As long ago as 2007, former Chinese Premier Wen Jiabao declared that China’s economic growth trajectory was “unstable, unbalanced, uncoordinated, and unsustainable.”
The terrible warning pronounced by Mr. Wen astonished many foreign China experts at the time, however, the annual report on China just published by the International Monetary Fund (IMF) reminds us how right he was.
The IMF’s diagnosis of China’s economic problems is excellent, its proposed remedies for avoiding crisis are classic, and its warning of the downside risks, if those remedies aren’t applied, is stark indeed.
But how realistic are its remedies?
Before answering that question, we must look at the economic problem that is most likely to have dire political consequences for China’s communist regime: the crisis in funding local governments.
The IMF describes the prospects in very somber terms. Until the crisis in the property sector broke in 2021–22, 40 percent of local government revenues were generated by land sales to developers. Still, those sales have now collapsed, and the IMF warns that “fundamental demand for new housing is expected to decline by almost 50 percent over the next 10 years ... in some regions, the adjustment could be much sharper.”
Moreover, “housing starts are projected to remain below fundamental demand during the next 10 years as part of the demand is met by the completion of currently unfinished housing, excess inventories of existing finished housing, and secondary markets sales of vacant housing purchased for investment purposes.” This means there is no prospect of reviving land sales as a source of local government revenue in the foreseeable future.
The collapse in this source of revenue has come on top of another problem: the heavy reliance of local government on debt financing. According to the IMF, “In all but the richest provinces, local government augmented debt is well above the 60 percent of GDP benchmark used by the authorities to identify risk ... local government’s own business models are in most cases unsustainable, with negative cash flows from operations.”
Many local governments are already effectively insolvent. Julien Garran of U.S. tech company MicroStrategy has demonstrated that the regime can’t bail them out because the problem is too big: he has estimated it to be more than 100 percent of GDP. Neither can the regime inflate the problem away because that would undermine the currency.
Local governments are using Ponzi schemes to keep themselves afloat. When those schemes run out of road (the average maturity of local government financing vehicle debt is about three years), they will dismiss employees, close down services, terminate infrastructure projects, and default on their obligations to bondholders; additionally, depositors in smaller banks will lose their deposits, investors in wealth management products related to local government financing will lose their capital, businesses dependent on local government financing will collapse, and unemployment will escalate massively.
Can the Chinese regime not prevent this from happening?
Some of the remedies proposed by the IMF for this and other problems in China’s economy are technocratic in character and could be applied within the present political framework. But others go much further. The IMF veils them in anodyne language, but stripped of that, they are highly political.
The most important is the privatization of state-owned enterprises, a decisive role for market forces instead of state planning, free trade, and an end to the protection of Chinese companies against foreign competition. The Chinese Communist Party (CCP) has never fully accepted such policies because it would undermine its monopoly of political power.
To suppose that they could be applied without systemic political change is sheer fantasy. Pity the authors of the report—the IMF’s remit does not permit them to even mention the need for political change.
It is not only the IMF that shrinks from the conclusion that China’s only hope of salvation is a political revolution. So do the vast majority of foreign commentators.
But consider this. The local government funding crisis will deepen while the Ponzi schemes play out. Then, in three to five years, people who have lost their bank deposits, investors who have lost their capital, entrepreneurs who have lost their businesses, and workers who have lost their jobs and have no adequate welfare benefits on which to live will have nothing to lose. They will be outraged. Disorder will break out, and the security forces will not have the will to resist them because military, police, and security service personnel will be among those who have lost their life savings.
The people who have tolerated a coercive state that enabled a rising standard of living will not tolerate one that makes them poor. A ruling elite—which for decades has agreed with Mr. Wen that China’s economy has been “unstable, unbalanced, uncoordinated, and unsustainable” but were happy to profit from it—will then judge that their best hope of defending what remains of their own wealth and power, and saving the nation, will be to lead the movement for change.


Reproduce verbatim the line containing "The height and" and every line that follows it through the end of the entries below, omitting all pictures.

** Supplied material follows **

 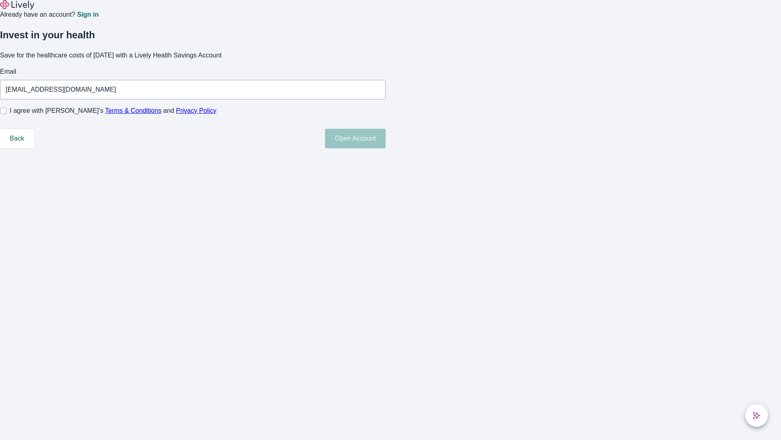 I want to click on a: Sign in, so click(x=88, y=15).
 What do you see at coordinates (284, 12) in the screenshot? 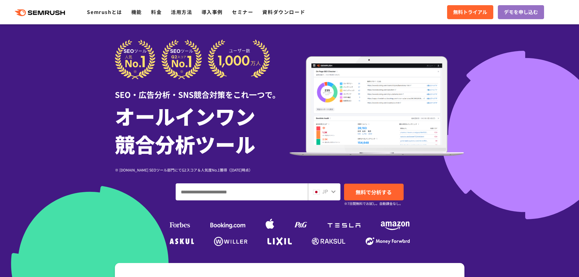
I see `a: 資料ダウンロード` at bounding box center [284, 12].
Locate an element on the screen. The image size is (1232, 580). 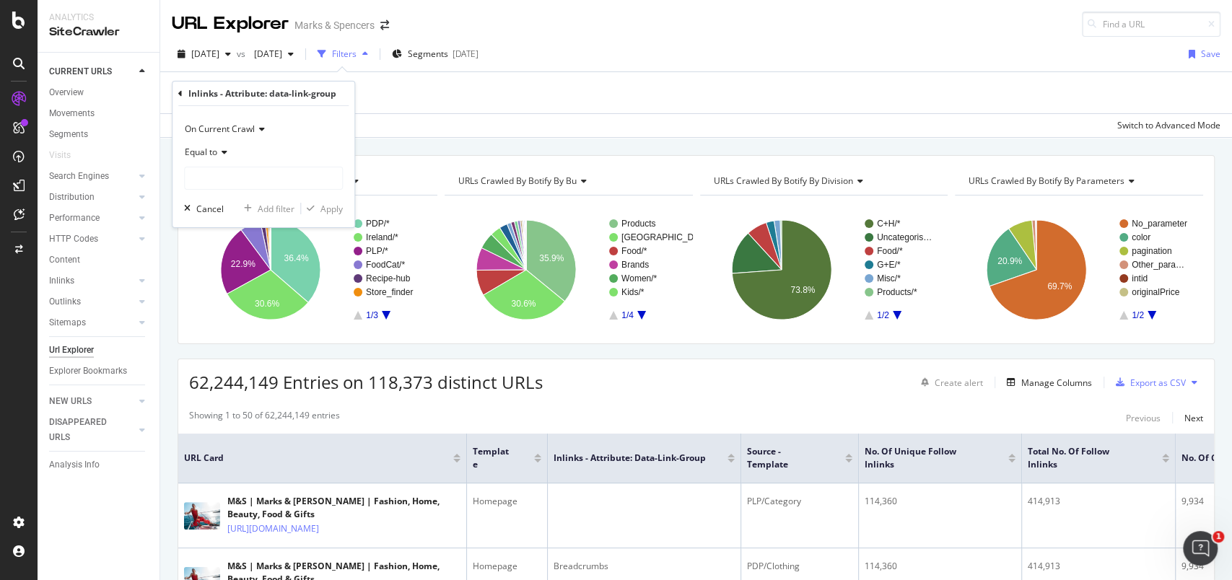
div: Search Engines is located at coordinates (79, 176).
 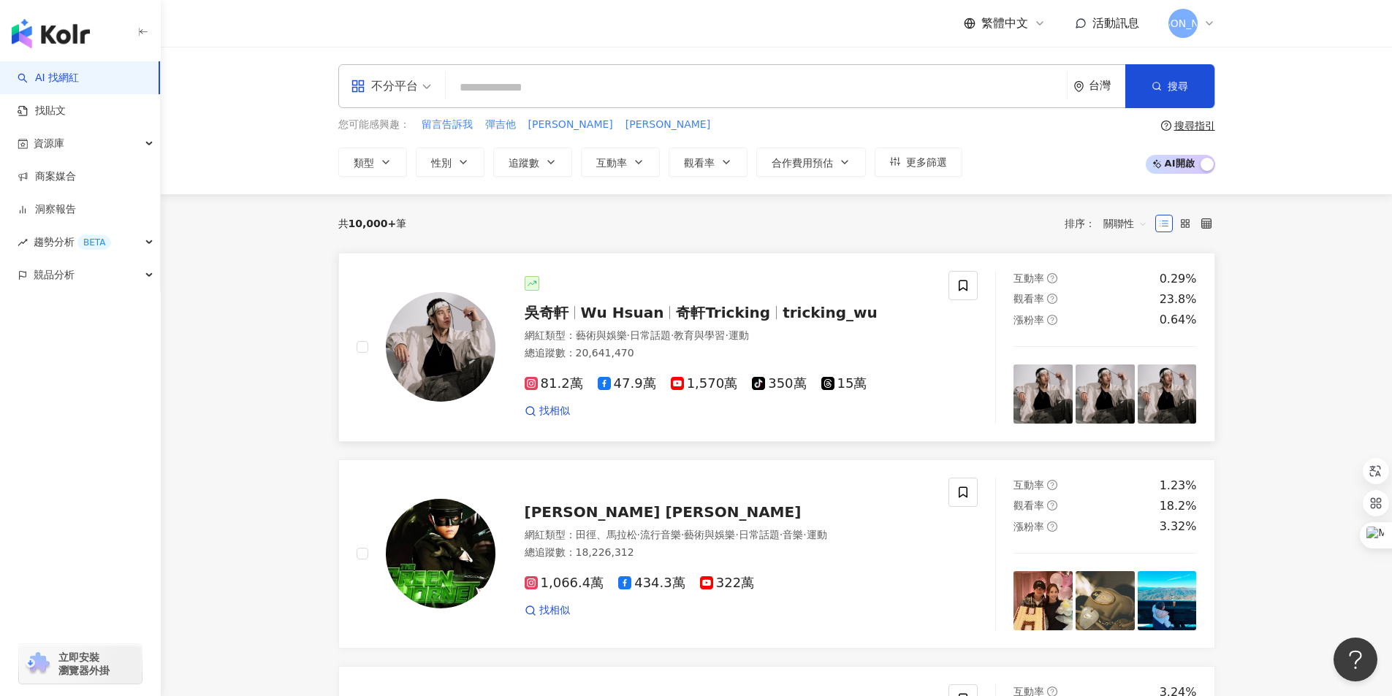 What do you see at coordinates (524, 163) in the screenshot?
I see `span: 追蹤數` at bounding box center [524, 163].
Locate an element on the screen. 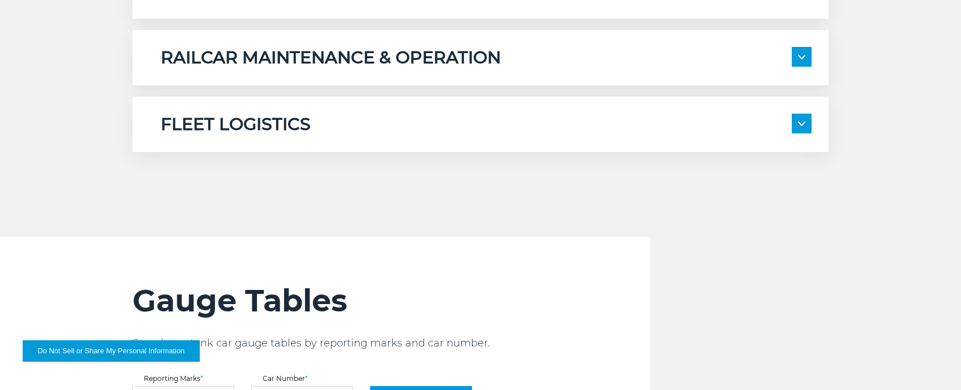 This screenshot has height=390, width=961. h5: RAILCAR MAINTENANCE & OPERATION is located at coordinates (330, 58).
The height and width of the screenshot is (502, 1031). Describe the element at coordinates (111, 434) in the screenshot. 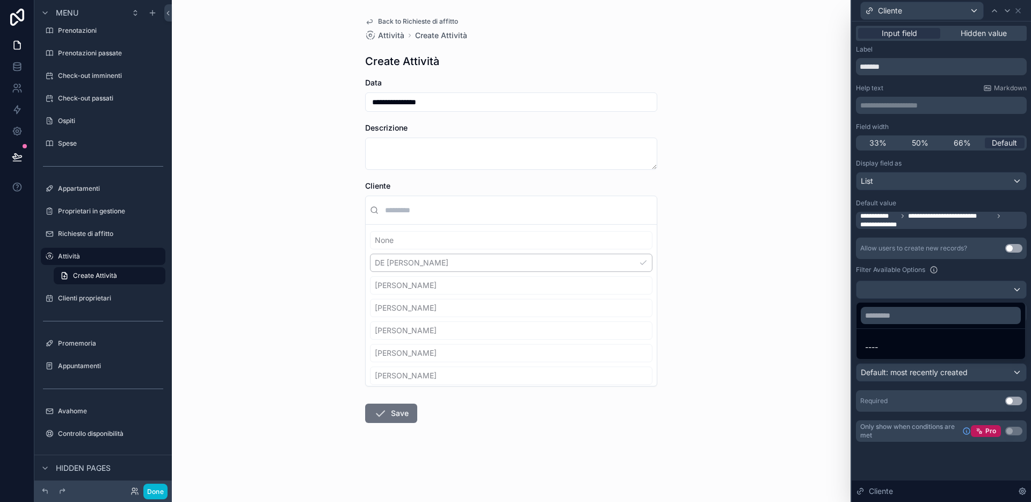

I see `label: Controllo disponibilità` at that location.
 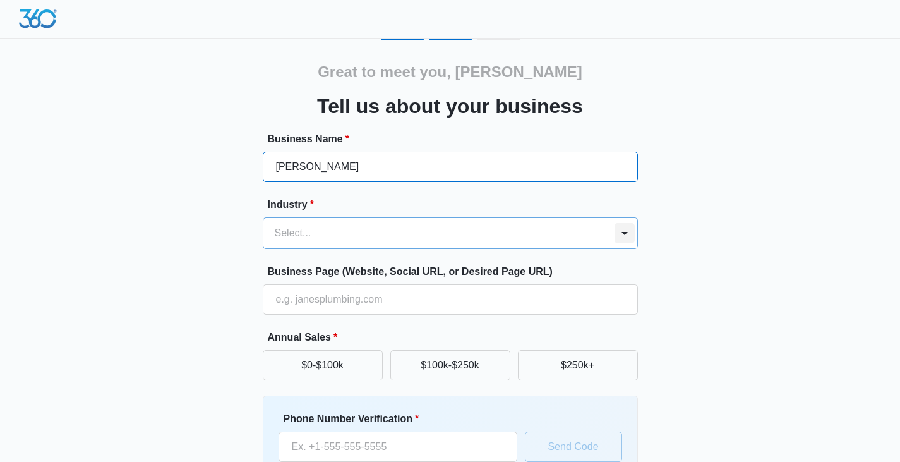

** End of Supplied material **

- Worked solution:
The height and width of the screenshot is (502, 1031). Describe the element at coordinates (111, 434) in the screenshot. 

I see `label: Controllo disponibilità` at that location.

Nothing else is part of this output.